The magnificently proportioned dome of the Monroe County Courthouse may be its most striking feature, but the design provided by Bryan gave the building two more unusual exterior features. Rather than centering a principal entrance on the main facade, he placed two entrances at forty-five degree angles to the street elevation, making the building appear from the front to be three arms of a Greek cross. From the sides (though one side is now obscured by a modern addition), Bryan did not attach the fourth arm of the cross, but instead designed a large oval structure, embedded between the front cross and a smaller rectangular rear structure. This, then, is the Bryan program--cross, oval, rectangle--as one proceeds from front to rear through the building's shapes. From his offices in New Orleans, Bryan wrote to Judge Stallworth in Monroeville:
I am sending by to-day’s express a set of plans and specifications of your new Court House. … The plans as they are now finished, I think, make the nicest and most beautiful Court House that was ever built in the State of Alabama, and I am sure that you will all be highly pleased with it.
After the passing of a century since the building was finished, it remains an important landmark, if for nothing else than its literary fame. And although we cannot be entirely sure how much admiration it received or how well it worked as a courthouse, it was with evident satisfaction that the Monroe Journal published this report in its October 29, 1903, issue:
[The Monroe County] court house now in progress of construction will be an ornament to the county, and so handsome and massive a structure should be regarded a tower of strength to the good people, and a menace to the wrong doers and should awaken an amount of pride in all to stimulate the better element in every nature into activity, and with a forward march of progress and action redeem the reputation of one of the best counties in Alabama.
This feature was previously published in Issue 69, Summer 2003.
Author
Delos D. Hughes is Emeritus Professor of Politics at Washington and Lee University and divides his time between Lexington, Virginia, and his hometown, Auburn, Alabama.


> _Task statement_
Pick out all lines in the listing holding the string "your" and copy them.

------ Extracted entries

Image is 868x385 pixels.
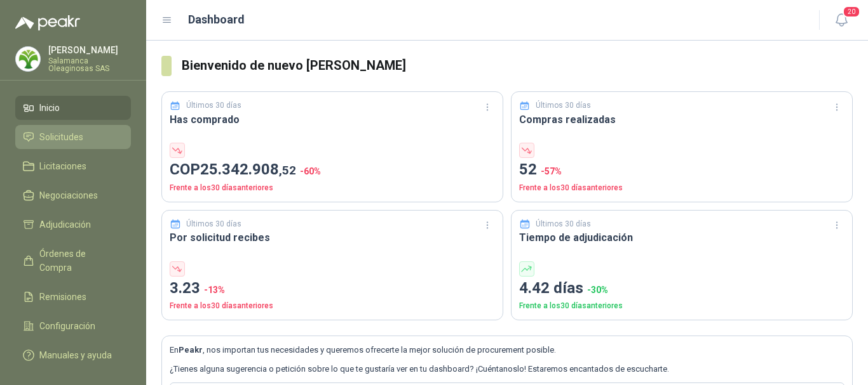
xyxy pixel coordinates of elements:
[519,300,844,312] p: Frente a los 30 días anteriores
[519,230,844,246] h3: Tiempo de adjudicación
[535,219,590,230] p: Últimos 30 días
[15,15,80,31] img: Logo peakr
[40,319,95,334] span: Configuración
[200,161,296,178] span: 25.342.908
[587,285,608,295] span: -30 %
[15,184,131,208] a: Negociaciones
[40,189,98,202] span: Negociaciones
[40,290,86,304] span: Remisiones
[15,213,131,237] a: Adjudicación
[15,314,131,339] a: Configuración
[48,57,131,73] p: Salamanca Oleaginosas SAS
[15,155,131,178] a: Licitaciones
[186,100,241,112] p: Últimos 30 días
[40,218,91,232] span: Adjudicación
[519,277,844,301] p: 4.42 días
[541,166,561,176] span: -57 %
[178,345,202,355] b: Peakr
[182,56,853,75] h3: Bienvenido de nuevo [PERSON_NAME]
[40,131,83,144] span: Solicitudes
[169,112,494,128] h3: Has comprado
[15,96,131,120] a: Inicio
[519,182,844,194] p: Frente a los 30 días anteriores
[519,158,844,182] p: 52
[15,125,131,149] a: Solicitudes
[15,343,131,368] a: Manuales y ayuda
[204,285,224,295] span: -13 %
[300,166,320,176] span: -60 %
[169,277,494,301] p: 3.23
[15,242,131,280] a: Órdenes de Compra
[186,219,241,230] p: Últimos 30 días
[169,300,494,312] p: Frente a los 30 días anteriores
[169,230,494,246] h3: Por solicitud recibes
[169,158,494,182] p: COP
[842,6,860,17] span: 20
[829,9,853,32] button: 20
[169,344,844,357] p: En , nos importan tus necesidades y queremos ofrecerte la mejor solución de procurement posible.
[169,182,494,194] p: Frente a los 30 días anteriores
[535,100,590,112] p: Últimos 30 días
[519,112,844,128] h3: Compras realizadas
[48,45,131,54] p: [PERSON_NAME]
[15,47,40,72] img: Company Logo
[40,160,86,173] span: Licitaciones
[40,101,60,115] span: Inicio
[40,348,112,363] span: Manuales y ayuda
[169,363,844,376] p: ¿Tienes alguna sugerencia o petición sobre lo que te gustaría ver en tu dashboard? ¡Cuéntanoslo! ...
[279,163,296,178] span: ,52
[15,285,131,310] a: Remisiones
[40,247,119,275] span: Órdenes de Compra
[188,11,245,29] h1: Dashboard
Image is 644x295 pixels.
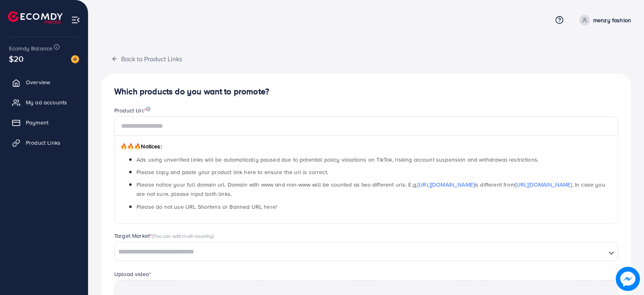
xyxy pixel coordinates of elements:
span: 🔥🔥🔥 [121,143,141,150]
span: Overview [26,78,50,86]
label: Target Market [114,232,214,240]
a: menzy fashion [577,15,631,26]
h4: Which products do you want to promote? [114,87,618,97]
input: Search for option [115,246,605,258]
span: Notices: [121,143,162,150]
label: Product Url [114,107,151,114]
div: Search for option [114,242,618,261]
a: Product Links [6,135,82,151]
button: Back to Product Links [102,50,192,67]
img: image [616,267,640,291]
span: Please notice your full domain url. Domain with www and non-www will be counted as two different ... [136,181,605,198]
a: Overview [6,74,82,90]
a: Payment [6,114,82,131]
span: Please do not use URL Shortens or Banned URL here! [136,203,277,211]
label: Upload video [114,270,151,278]
img: image [71,55,79,63]
img: logo [8,11,63,24]
span: Ads using unverified links will be automatically paused due to potential policy violations on Tik... [136,156,539,164]
span: My ad accounts [26,98,67,107]
img: menu [71,15,81,25]
span: (You can add multi-country) [152,232,214,239]
span: Please copy and paste your product link here to ensure the url is correct. [136,168,328,176]
img: image [146,107,151,112]
span: $20 [9,53,24,65]
p: menzy fashion [594,15,631,25]
span: Ecomdy Balance [9,44,52,52]
a: My ad accounts [6,94,82,111]
a: [URL][DOMAIN_NAME] [516,181,572,188]
span: Payment [26,118,48,127]
a: [URL][DOMAIN_NAME] [417,181,474,188]
span: Product Links [26,139,60,147]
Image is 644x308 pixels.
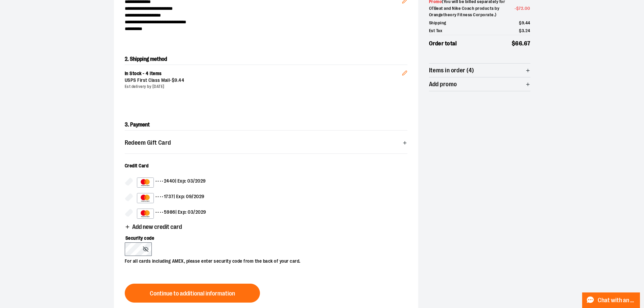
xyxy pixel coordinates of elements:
span: Continue to additional information [150,291,235,296]
button: Redeem Gift Card [124,136,407,150]
span: Redeem Gift Card [124,140,171,146]
button: Chat with an Expert [582,292,640,308]
span: . [522,40,524,47]
button: Continue to additional information [124,283,260,302]
input: MasterCard example showing the 16-digit card number on the front of the cardMasterCard example sh... [124,208,133,217]
span: 67 [524,40,530,47]
span: $ [519,20,522,25]
span: Add new credit card [132,223,182,230]
button: Add promo [429,77,530,91]
span: 24 [525,28,530,33]
span: Credit Card [124,163,149,168]
input: MasterCard example showing the 16-digit card number on the front of the cardMasterCard example sh... [124,193,133,201]
div: USPS First Class Mail - [124,77,402,84]
h2: 2. Shipping method [124,54,407,64]
span: $ [171,77,175,83]
span: Est Tax [429,27,443,34]
span: 9 [522,20,525,25]
div: •••• 1737 | Exp: 09/2029 [137,193,205,203]
span: Items in order (4) [429,67,475,74]
span: 66 [515,40,522,47]
span: Chat with an Expert [598,297,636,304]
span: 44 [179,77,185,83]
span: 3 [522,28,525,33]
span: . [524,20,525,25]
p: For all cards including AMEX, please enter security code from the back of your card. [124,256,401,265]
button: Add new credit card [124,223,182,231]
span: 44 [525,20,530,25]
img: MasterCard example showing the 16-digit card number on the front of the card [139,179,152,187]
img: MasterCard example showing the 16-digit card number on the front of the card [139,210,152,218]
span: Shipping [429,20,446,26]
span: $ [517,6,519,11]
button: Edit [397,59,413,83]
span: . [177,77,179,83]
span: Order total [429,39,457,48]
span: 9 [174,77,177,83]
span: 00 [525,6,530,11]
span: - [514,5,530,12]
div: Est delivery by [DATE] [124,84,402,90]
span: $ [512,40,516,47]
span: $ [519,28,522,33]
span: 72 [519,6,524,11]
h2: 3. Payment [124,119,407,130]
input: MasterCard example showing the 16-digit card number on the front of the cardMasterCard example sh... [124,177,133,186]
span: Add promo [429,81,457,87]
img: MasterCard example showing the 16-digit card number on the front of the card [139,194,152,202]
label: Security code [124,231,401,242]
div: •••• 5986 | Exp: 03/2029 [137,208,206,218]
div: •••• 2440 | Exp: 03/2029 [137,177,206,187]
div: In Stock - 4 items [124,70,402,77]
button: Items in order (4) [429,64,530,77]
span: . [524,28,525,33]
span: . [524,6,525,11]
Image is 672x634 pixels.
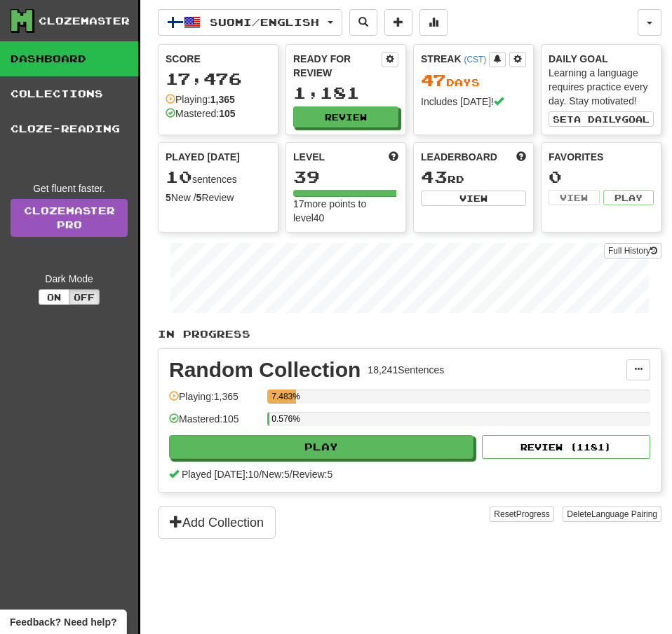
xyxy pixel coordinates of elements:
[293,150,325,164] span: Level
[165,93,235,107] div: Playing:
[38,14,130,28] div: Clozemaster
[182,469,259,480] span: Played [DATE]: 10
[419,9,447,36] button: More stats
[574,115,621,124] span: a daily
[421,72,526,90] div: Day s
[604,243,662,259] button: Full History
[165,52,270,66] div: Score
[158,327,662,341] p: In Progress
[169,435,473,459] button: Play
[165,167,192,186] span: 10
[421,94,526,108] div: Includes [DATE]!
[293,52,382,80] div: Ready for Review
[421,70,446,90] span: 47
[165,192,172,203] strong: 5
[169,390,260,413] div: Playing: 1,365
[549,150,654,164] div: Favorites
[293,168,398,185] div: 39
[592,510,657,519] span: Language Pairing
[219,108,235,119] strong: 105
[421,150,497,164] span: Leaderboard
[271,390,296,404] div: 7.483%
[10,272,128,286] div: Dark Mode
[384,9,412,36] button: Add sentence to collection
[603,190,654,206] button: Play
[516,150,526,164] span: This week in points, UTC
[165,168,270,186] div: sentences
[10,616,116,630] span: Open feedback widget
[549,111,654,127] button: Seta dailygoal
[421,191,526,206] button: View
[549,168,654,185] div: 0
[464,55,486,65] a: (CST)
[262,469,290,480] span: New: 5
[69,289,100,305] button: Off
[482,435,650,459] button: Review (1181)
[38,289,69,305] button: On
[169,359,360,380] div: Random Collection
[293,197,398,225] div: 17 more points to level 40
[169,412,260,435] div: Mastered: 105
[549,66,654,108] div: Learning a language requires practice every day. Stay motivated!
[368,363,444,377] div: 18,241 Sentences
[165,107,235,121] div: Mastered:
[165,70,270,87] div: 17,476
[293,84,398,101] div: 1,181
[158,9,342,36] button: Suomi/English
[388,150,398,164] span: Score more points to level up
[165,150,240,164] span: Played [DATE]
[516,510,550,519] span: Progress
[292,469,333,480] span: Review: 5
[549,52,654,66] div: Daily Goal
[10,182,128,196] div: Get fluent faster.
[196,192,202,203] strong: 5
[210,94,235,105] strong: 1,365
[421,167,447,186] span: 43
[349,9,377,36] button: Search sentences
[158,506,276,539] button: Add Collection
[165,191,270,205] div: New / Review
[489,506,553,522] button: ResetProgress
[290,469,292,480] span: /
[210,16,319,28] span: Suomi / English
[549,190,599,206] button: View
[421,52,489,66] div: Streak
[10,199,128,237] a: ClozemasterPro
[563,506,662,522] button: DeleteLanguage Pairing
[293,107,398,128] button: Review
[259,469,262,480] span: /
[421,168,526,186] div: rd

------------

> _Task output_
span: Please notice your full domain url. Domain with www and non-www will be counted as two different ... [136,181,605,198]
span: Please copy and paste your product link here to ensure the url is correct. [136,168,328,176]
p: For all cards including AMEX, please enter security code from the back of your card. [124,256,401,265]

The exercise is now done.